From that early drawing, Duchamp changed styles quickly, beginning with his furiously cubist Nude Descending a Staircase that caused a sensation at the famous 1913 New York Armory Show of modern art—and former President Theodore Roosevelt called “an explosion in a shingle factory.”

A 1936 collotype is included of that work at the Hirshhorn. And while the original The Bride Stripped Bare by Her Bachelors, Even (The Large Glass) cannot travel from the Philadelphia Museum of Art due to its fragility, there are “an exceptional array” of objects that relate to it, Hankins says, from early prints and sketches—to 93 miniatures of them, some of them painstakingly reproduced for another work known as The Green Box .

“Duchamp kept all these working notes when he was thinking about it. He worked on this piece when he was in Paris, when he was in Munich, when he was in New York. It was a project he thought about and worked on for many years,” she says.

Years later, he began meticulously reproducing the notes for the work and assembling them for the box, she says, “What this work makes manifest is the idea that artists’ ideas are art works in themselves. But he also challenges ideas about authenticity and originality—where is the art work? Is the art work in the mind? Is the art work in Philadelphia?”

For conservation reasons, the papers that are shown with the box will be rotated as the exhibition continues, as will the items in The Box in a Valise . And sifting through the notes, in whatever order, makes the viewer part of the presentation.

”That’s really a critical part of Duchamp’s contribution to art,” Hankins says, “this idea that the viewer is just as important in the creation of meaning as the artist himself. You can imagine what a radical idea this was in the 1920s when he proposed that.”

“It’s all about pushing art into the mind,” Aaron Levine says. “The only way you’re going to get this stuff is to think about it and absorb it and by getting into the mind of the artist.” What might otherwise look like a hat rack, or a ball of twine, or a birdcage full of marbled cubes becomes, through its isolation and presentation by an artist, art, Levine says. “It’s in your head where the art will come alive.”
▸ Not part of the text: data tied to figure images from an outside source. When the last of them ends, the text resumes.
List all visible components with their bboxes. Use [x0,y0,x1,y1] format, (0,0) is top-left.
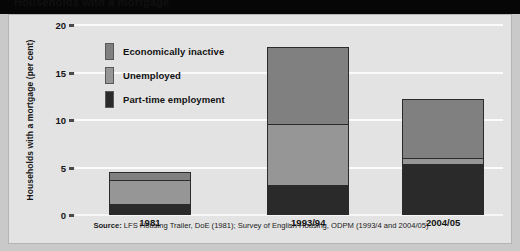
bar-segment-economically-inactive [403,100,483,158]
figure-title-strip: Households with a mortgage [0,0,520,14]
legend-label: Unemployed [123,70,181,81]
y-tick-mark [69,24,74,27]
y-tick-mark [69,119,74,122]
source-note: Source: LFS Housing Trailer, DoE (1981);… [9,221,512,230]
source-text: LFS Housing Trailer, DoE (1981); Survey … [124,221,429,230]
bar-segment-economically-inactive [110,173,190,180]
y-tick-label: 5 [61,162,66,173]
gridline [75,24,503,26]
legend-swatch-icon [105,43,114,60]
y-tick-label: 15 [55,67,66,78]
chart-card: Households with a mortgage (per cent) 05… [8,14,512,244]
bar-segment-part-time-employment [110,204,190,214]
y-tick-mark [69,72,74,75]
bar-segment-part-time-employment [403,164,483,214]
bar-1981 [109,172,191,215]
y-tick-label: 20 [55,20,66,31]
legend-item: Unemployed [105,63,225,87]
legend-label: Economically inactive [123,46,224,57]
y-axis-label-text: Households with a mortgage (per cent) [25,40,35,201]
legend-swatch-icon [105,67,114,84]
y-tick-mark [69,214,74,217]
y-axis-label: Households with a mortgage (per cent) [23,25,37,215]
figure-title: Households with a mortgage [14,0,170,8]
source-lead: Source: [93,221,121,230]
legend-label: Part-time employment [123,94,225,105]
legend-item: Economically inactive [105,39,225,63]
chart-legend: Economically inactiveUnemployedPart-time… [105,39,225,111]
y-tick-label: 10 [55,115,66,126]
legend-swatch-icon [105,91,114,108]
bar-segment-part-time-employment [268,185,348,214]
bar-1993-94 [267,47,349,215]
y-tick-label: 0 [61,210,66,221]
bar-segment-unemployed [110,180,190,204]
bar-2004-05 [402,99,484,215]
legend-item: Part-time employment [105,87,225,111]
y-tick-mark [69,167,74,170]
chart-figure: Households with a mortgage Households wi… [0,0,520,251]
bar-segment-economically-inactive [268,48,348,124]
bar-segment-unemployed [268,124,348,185]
And while Duchamp’s work led to the foundation of conceptual art, there were also some lovely work he made, not least of which are the curls of the hat rack that flies in the air, alongside its equally elegant shadow. Still, he thumbed his nose at how rarefied fine art had become, famously drawing a mustache on a reproduction of the Mona Lisa .

But he worked in other fields as well, creating spinning kinetic works that are on display in one room. The exhibition ends with a number of interactive opportunities of practices Duchamp enjoyed, from chess to silhouettes. A second stage of the exhibition, opening April 18, 2020, will look at the lasting impact of Duchamp on modern and contemporary artists through the holdings in the Hirshhorn’s permanent collection. That show is also curated by Hankins, who oversaw an accompanying 224-page publication.

Barbara Levine said they chose the Hirshhorn to receive their gift not only because they live in Washington, D.C., where she was a member of the board, but mostly because, as with the other Smithsonian museums, admission is free. “Hopefully there will be a lot of young people who come through here and experience Duchamp where they never would have had the chance before,” she says.

Aaron Levine says if seeing what Duchamp created triggers the imagination of a fraction of the young people who may visit after a trip to the Air and Space Museum next door, “even 10 percent,” he says, “I’ll be more than happy.”

"Marcel Duchamp: The Barbara and Aaron Levine Collection" continues through October 15, 2020 at the Smithsonian's Hirshhorn Museum and Sculpture Garden, Washington, D.C.